Until the mid-20th century, greens such as wild onions, pokeweed and sorrel were eaten in many parts of the U.S. "The wild plants and the weeds were more commonly eaten until World War II, when they were seen more in disdain and processed foods began to move up," says James A. Duke, a former Agriculture Department researcher who has written a book on edible weeds.
Saturday, January 24, 2009
Recipe
Singapore Pineapple Tarts
Yields about 100 tarts
Quantities aren't exact. My aunts don't use a recipe, and they laughed at me the first 10 times I asked them for this one. The first set of instructions they gave me for pineapple jam was, "Aiyah, you just juice the pineapple, add sugar and then boil, boil, boil!"
For the jam:
4 pineapples
at least ½ kilogram sugar (at least 2 ½ cups, depending on desired sweetness)
2 to 3 pandan leaves* knotted together
1 long cinnamon stick, broken in two
- Peel the pineapples, dig out the eyes and chop into chunks. Run the chunks through a juicer. Place the pulp in a large wok or pot with a large surface area and heat on the stove. Add the juice until the mixture has the consistency of porridge or grits; add the knotted pandan leaves and cinnamon stick. Bring to a boil and keep it there for a total of three hours, stirring often. Halfway through, taste the jam, and add sugar by the half cup until it is as sweet as you desire. (Note: The amount of sugar needed will vary greatly depending on how ripe the pineapples are.)
- The jam is done when the pineapple mixture has changed color from bright yellow to brownish ochre and most of the liquid has evaporated, leaving a dense but moist jam.
*Pandan leaves, also called screwpine, can be found frozen in some Asian grocery stores. They are available fresh at http://grocerythai.com/pandan-leaf-p-769.html and http://www.templeofthai.com/food/fresh/pandanusleaf-1000000274.php
For the pastry:
375 grams salted butter (3 sticks plus 2 ½ Tablespoons) at room temperature
600 grams flour (about 4 ¾ cups)
4 egg yolks, plus 1 yolk for brushing onto pastry
- With a mixer on low speed, combine the butter, flour and four egg yolks, mixing for 3 to 5 minutes.
- Place dough in a cookie press fitted with a disc featuring a circle of diamonds. Press cookies out onto greased baking sheets. Form small balls of dough and press each one into the hollow of a cookie, forming the base of the tart.
- Beat the remaining egg yolk with ½ teaspoon of water.
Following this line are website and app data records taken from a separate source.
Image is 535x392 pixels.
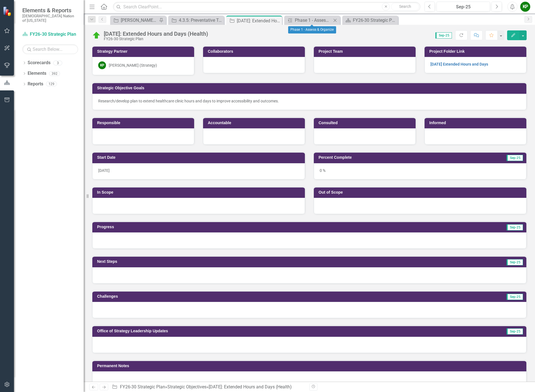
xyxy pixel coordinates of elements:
[104,37,208,41] div: FY26-30 Strategic Plan
[506,293,523,300] span: Sep-25
[319,156,454,159] h3: Percent Complete
[27,71,46,77] a: Elements
[92,31,101,40] img: On Target
[53,61,62,65] div: 3
[97,120,191,125] h3: Responsible
[167,384,206,389] a: Strategic Objectives
[112,384,305,390] div: » »
[208,384,291,389] div: [DATE]: Extended Hours and Days (Health)
[97,86,523,90] h3: Strategic Objective Goals
[97,225,310,229] h3: Progress
[97,364,523,368] h3: Permanent Notes
[98,98,521,104] p: Research/develop plan to extend healthcare clinic hours and days to improve accessibility and out...
[207,120,302,125] h3: Accountable
[285,16,331,24] a: Phase 1 - Assess & Organize
[506,155,523,161] span: Sep-25
[97,156,302,159] h3: Start Date
[97,294,332,299] h3: Challenges
[97,190,302,195] h3: In Scope
[343,16,396,24] a: FY26-30 Strategic Plan
[237,17,281,24] div: [DATE]: Extended Hours and Days (Health)
[98,62,106,69] div: KP
[295,16,331,24] div: Phase 1 - Assess & Organize
[113,2,420,12] input: Search ClearPoint...
[120,16,158,24] div: [PERSON_NAME] SO's
[109,62,157,68] div: [PERSON_NAME] (Strategy)
[435,33,452,39] span: Sep-25
[23,31,78,38] a: FY26-30 Strategic Plan
[97,50,191,53] h3: Strategy Partner
[506,329,523,334] span: Sep-25
[97,329,441,333] h3: Office of Strategy Leadership Updates
[23,44,78,54] input: Search Below...
[27,60,51,66] a: Scorecards
[23,14,78,23] small: [DEMOGRAPHIC_DATA] Nation of [US_STATE]
[207,50,302,53] h3: Collaborators
[429,120,523,125] h3: Informed
[429,50,523,53] h3: Project Folder Link
[97,259,329,263] h3: Next Steps
[46,81,57,86] div: 129
[288,26,336,33] div: Phase 1 - Assess & Organize
[314,163,526,179] div: 0 %
[391,3,419,11] button: Search
[111,16,158,24] a: [PERSON_NAME] SO's
[438,4,488,10] div: Sep-25
[506,225,523,230] span: Sep-25
[399,5,411,9] span: Search
[49,72,60,76] div: 392
[319,50,413,53] h3: Project Team
[3,6,13,16] img: ClearPoint Strategy
[169,16,223,24] a: 4.3.5: Preventative Tests
[27,81,43,87] a: Reports
[319,120,413,125] h3: Consulted
[430,62,488,66] a: [DATE] Extended Hours and Days
[104,31,208,37] div: [DATE]: Extended Hours and Days (Health)
[353,16,396,24] div: FY26-30 Strategic Plan
[436,2,490,12] button: Sep-25
[23,7,78,14] span: Elements & Reports
[98,168,110,173] span: [DATE]
[178,16,223,24] div: 4.3.5: Preventative Tests
[119,384,165,389] a: FY26-30 Strategic Plan
[319,190,523,195] h3: Out of Scope
[520,2,530,12] button: KP
[506,259,523,265] span: Sep-25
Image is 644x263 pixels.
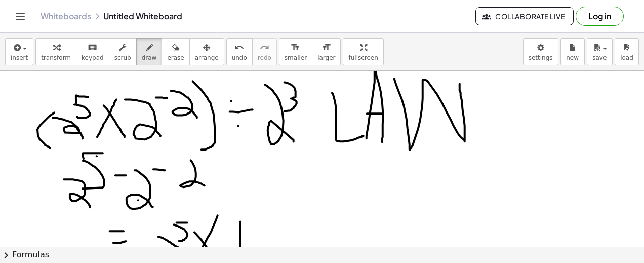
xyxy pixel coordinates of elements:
span: Collaborate Live [484,12,565,21]
button: scrub [109,38,136,65]
i: format_size [291,41,300,54]
button: settings [523,38,558,65]
span: save [592,54,607,61]
span: fullscreen [349,54,378,61]
span: settings [529,54,553,61]
span: erase [167,54,184,61]
button: erase [162,38,190,65]
button: new [560,38,585,65]
span: insert [11,54,28,61]
span: redo [257,54,271,61]
i: redo [259,41,269,54]
button: Log in [575,7,624,26]
button: insert [5,38,33,65]
span: draw [142,54,157,61]
button: draw [136,38,162,65]
button: arrange [190,38,224,65]
button: save [587,38,613,65]
i: format_size [321,41,331,54]
button: undoundo [226,38,253,65]
button: Toggle navigation [12,8,29,25]
button: format_sizelarger [312,38,341,65]
span: larger [317,54,335,61]
i: keyboard [88,41,97,54]
button: load [615,38,639,65]
span: transform [41,54,71,61]
a: Whiteboards [41,11,91,21]
button: keyboardkeypad [76,38,109,65]
i: undo [234,41,244,54]
button: transform [35,38,77,65]
button: fullscreen [343,38,383,65]
span: scrub [114,54,131,61]
span: undo [232,54,247,61]
span: new [566,54,579,61]
span: keypad [82,54,104,61]
button: redoredo [252,38,277,65]
span: smaller [285,54,307,61]
span: arrange [195,54,219,61]
button: Collaborate Live [476,7,573,25]
button: format_sizesmaller [279,38,313,65]
span: load [620,54,633,61]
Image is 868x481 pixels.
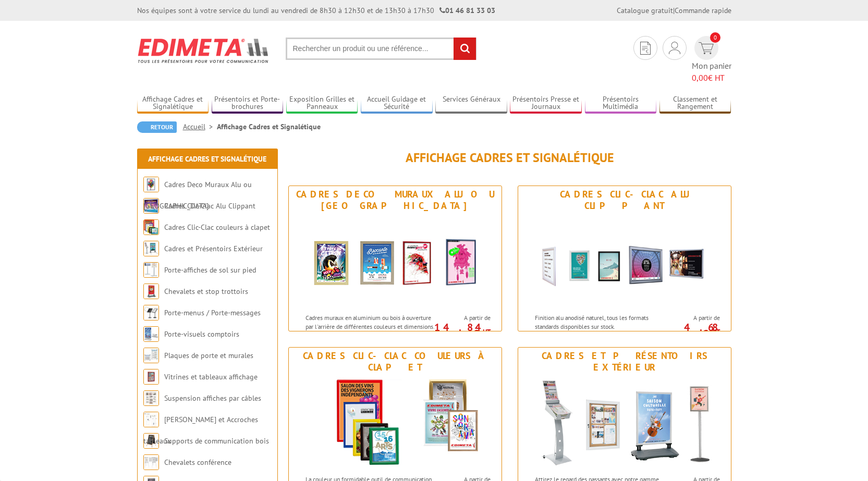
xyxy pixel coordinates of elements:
[164,458,231,467] a: Chevalets conférence
[286,95,358,112] a: Exposition Grilles et Panneaux
[183,122,217,131] a: Accueil
[291,188,499,212] div: Cadres Deco Muraux Alu ou [GEOGRAPHIC_DATA]
[432,324,490,337] p: 14.84 €
[143,369,159,384] img: Vitrines et tableaux affichage
[692,73,708,83] span: 0,00
[454,38,476,60] input: rechercher
[675,6,731,15] a: Commande rapide
[143,219,159,235] img: Cadres Clic-Clac couleurs à clapet
[143,326,159,342] img: Porte-visuels comptoirs
[585,95,657,112] a: Présentoirs Multimédia
[692,60,731,84] span: Mon panier
[143,284,159,299] img: Chevalets et stop trottoirs
[518,185,731,332] a: Cadres Clic-Clac Alu Clippant Cadres Clic-Clac Alu Clippant Finition alu anodisé naturel, tous le...
[436,95,508,112] a: Services Généraux
[361,95,432,112] a: Accueil Guidage et Sécurité
[137,122,176,133] a: Retour
[148,155,267,164] a: Affichage Cadres et Signalétique
[528,214,721,308] img: Cadres Clic-Clac Alu Clippant
[143,241,159,257] img: Cadres et Présentoirs Extérieur
[299,376,492,470] img: Cadres Clic-Clac couleurs à clapet
[143,305,159,320] img: Porte-menus / Porte-messages
[698,42,714,54] img: devis rapide
[616,5,731,16] div: |
[143,412,159,427] img: Cimaises et Accroches tableaux
[291,350,499,373] div: Cadres Clic-Clac couleurs à clapet
[164,436,269,446] a: Supports de communication bois
[288,151,731,164] h1: Affichage Cadres et Signalétique
[640,42,651,55] img: devis rapide
[164,244,263,253] a: Cadres et Présentoirs Extérieur
[669,42,680,54] img: devis rapide
[439,6,496,15] strong: 01 46 81 33 03
[164,265,256,275] a: Porte-affiches de sol sur pied
[143,347,159,363] img: Plaques de porte et murales
[217,122,321,132] li: Affichage Cadres et Signalétique
[143,415,258,446] a: [PERSON_NAME] et Accroches tableaux
[137,32,270,70] img: Edimeta
[164,222,270,232] a: Cadres Clic-Clac couleurs à clapet
[438,314,490,322] span: A partir de
[535,313,665,331] p: Finition alu anodisé naturel, tous les formats standards disponibles sur stock.
[521,350,728,373] div: Cadres et Présentoirs Extérieur
[667,314,720,322] span: A partir de
[692,36,731,84] a: devis rapide 0 Mon panier 0,00€ HT
[288,185,502,332] a: Cadres Deco Muraux Alu ou [GEOGRAPHIC_DATA] Cadres Deco Muraux Alu ou Bois Cadres muraux en alumi...
[521,188,728,212] div: Cadres Clic-Clac Alu Clippant
[164,372,258,381] a: Vitrines et tableaux affichage
[164,393,261,403] a: Suspension affiches par câbles
[137,95,209,112] a: Affichage Cadres et Signalétique
[143,262,159,278] img: Porte-affiches de sol sur pied
[662,324,720,337] p: 4.68 €
[143,390,159,406] img: Suspension affiches par câbles
[483,327,490,336] sup: HT
[299,214,492,308] img: Cadres Deco Muraux Alu ou Bois
[306,313,435,349] p: Cadres muraux en aluminium ou bois à ouverture par l'arrière de différentes couleurs et dimension...
[616,6,673,15] a: Catalogue gratuit
[164,329,240,338] a: Porte-visuels comptoirs
[510,95,582,112] a: Présentoirs Presse et Journaux
[164,308,261,317] a: Porte-menus / Porte-messages
[137,5,496,16] div: Nos équipes sont à votre service du lundi au vendredi de 8h30 à 12h30 et de 13h30 à 17h30
[164,287,249,296] a: Chevalets et stop trottoirs
[143,180,252,211] a: Cadres Deco Muraux Alu ou [GEOGRAPHIC_DATA]
[528,376,721,470] img: Cadres et Présentoirs Extérieur
[212,95,284,112] a: Présentoirs et Porte-brochures
[286,38,477,60] input: Rechercher un produit ou une référence...
[659,95,731,112] a: Classement et Rangement
[692,72,731,84] span: € HT
[710,32,721,43] span: 0
[143,454,159,470] img: Chevalets conférence
[164,350,253,360] a: Plaques de porte et murales
[143,176,159,192] img: Cadres Deco Muraux Alu ou Bois
[713,327,720,336] sup: HT
[164,201,255,211] a: Cadres Clic-Clac Alu Clippant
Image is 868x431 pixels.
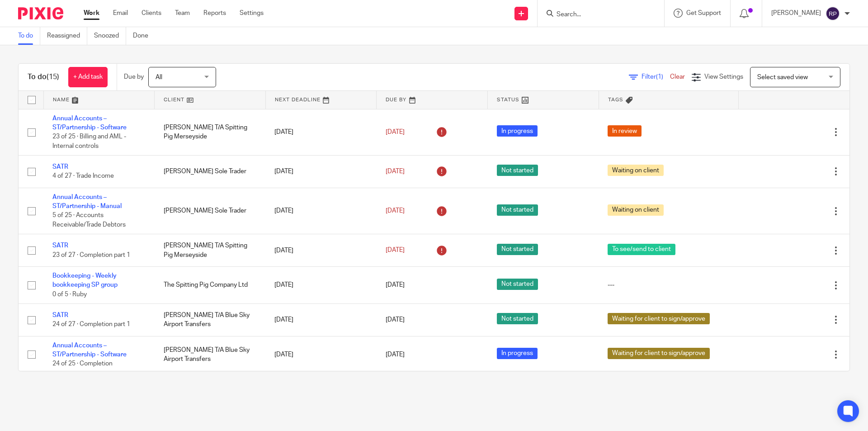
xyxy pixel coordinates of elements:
input: Search [556,11,637,19]
span: In review [608,125,641,137]
span: 5 of 25 · Accounts Receivable/Trade Debtors [52,212,125,228]
span: Not started [497,244,538,255]
span: In progress [497,125,538,137]
span: Filter [641,74,670,80]
span: 24 of 27 · Completion part 1 [52,322,130,327]
a: Work [84,9,100,18]
span: [DATE] [386,248,405,254]
a: + Add task [68,67,108,88]
span: View Settings [705,74,743,80]
span: [DATE] [386,282,405,288]
span: Waiting on client [608,204,664,216]
td: [DATE] [265,266,377,304]
span: [DATE] [386,317,405,323]
a: Reassigned [47,27,88,45]
td: [DATE] [265,234,377,266]
td: [PERSON_NAME] T/A Blue Sky Airport Transfers [154,304,266,336]
p: Due by [124,72,144,81]
a: Snoozed [94,27,126,45]
p: [PERSON_NAME] [772,9,821,18]
a: Done [133,27,155,45]
span: (15) [47,73,59,80]
td: [PERSON_NAME] Sole Trader [154,156,266,188]
span: To see/send to client [608,244,676,255]
span: All [156,74,162,80]
td: [DATE] [265,188,377,234]
span: [DATE] [386,351,405,358]
span: Tags [608,97,624,102]
span: Not started [497,279,538,290]
a: SATR [52,312,68,318]
span: (1) [656,74,663,80]
a: Annual Accounts – ST/Partnership - Software [52,343,127,358]
a: Team [175,9,190,18]
span: Get Support [686,10,721,16]
span: 24 of 25 · Completion [52,360,113,367]
h1: To do [27,72,59,82]
span: [DATE] [386,129,405,135]
span: Waiting on client [608,165,664,176]
td: [DATE] [265,304,377,336]
span: 4 of 27 · Trade Income [52,174,114,179]
span: 23 of 25 · Billing and AML - Internal controls [52,133,126,150]
a: Reports [203,9,226,18]
a: To do [18,27,40,45]
img: Pixie [18,7,63,19]
a: SATR [52,243,68,248]
td: [PERSON_NAME] T/A Spitting Pig Merseyside [154,109,266,156]
td: [PERSON_NAME] Sole Trader [154,188,266,234]
span: Select saved view [758,74,809,80]
img: svg%3E [825,6,840,21]
td: The Spitting Pig Company Ltd [154,266,266,304]
span: Not started [497,204,538,216]
a: SATR [52,164,68,170]
span: [DATE] [386,168,405,174]
span: Waiting for client to sign/approve [608,348,710,359]
span: 23 of 27 · Completion part 1 [52,252,130,258]
a: Clients [141,9,162,18]
span: [DATE] [386,207,405,214]
span: In progress [497,348,538,359]
span: Waiting for client to sign/approve [608,313,710,324]
a: Annual Accounts – ST/Partnership - Software [52,115,127,131]
div: --- [608,281,730,289]
td: [DATE] [265,109,377,156]
span: Not started [497,313,538,324]
td: [PERSON_NAME] T/A Blue Sky Airport Transfers [154,336,266,373]
td: [DATE] [265,156,377,188]
a: Settings [240,9,264,18]
a: Email [113,9,128,18]
span: 0 of 5 · Ruby [52,291,87,298]
a: Clear [670,74,685,80]
td: [PERSON_NAME] T/A Spitting Pig Merseyside [154,234,266,266]
span: Not started [497,165,538,176]
td: [DATE] [265,336,377,373]
a: Bookkeeping - Weekly bookkeeping SP group [52,273,117,288]
a: Annual Accounts – ST/Partnership - Manual [52,194,121,210]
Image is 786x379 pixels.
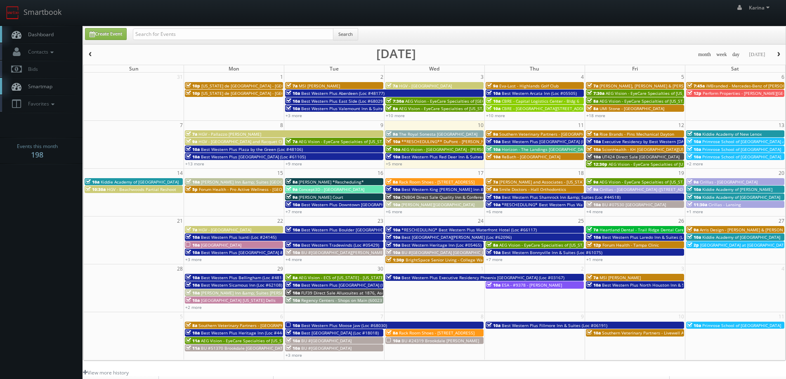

Brush the rim of each tart generously. Take a scant teaspoon of pineapple jam (more or less, as desired) and form a ball, then press into the hollow of each tart. Pat the sides of the jam to create a small dome.
- Bake for 15 to 20 minutes at 350 degrees, until golden brown. Remove cookies from sheets and cool on a rack.
Friday, January 09, 2009
Sea Kittens
Monday, October 27, 2008
Neat cookbook!
The authors of this book attempt to provide a unified theory of flavor as a guide to preparing recipes and whole menus. I found it a neat book.
While we're at it, here are some other books I strongly recommend.
Thursday, October 16, 2008
Great comment!
The difference between intelligence and wisdom:Intelligence - knowing tomatoes are fruitWisdom - knowing not to put them in fruit salad
Sunday, June 17, 2007
Wednesday, June 13, 2007
It's interesting to see where press releases wind up
A copy of my press release for the cookbook I wrote, almost a year ago now.
Saturday, July 15, 2006
I've written a book!
The Official Manual for Spice Cadets is now up for sale.
Written for the 64th World Science Fiction Convention, this is a collection of great recipes from the author and from a multitude of his friends and acquaintances. This book also captures the zany spirit of science fiction fandom and is a fun read, even if you never use any of the recipies it contains.
If you can't make it to the Worldcon, you can buy a piece of it today.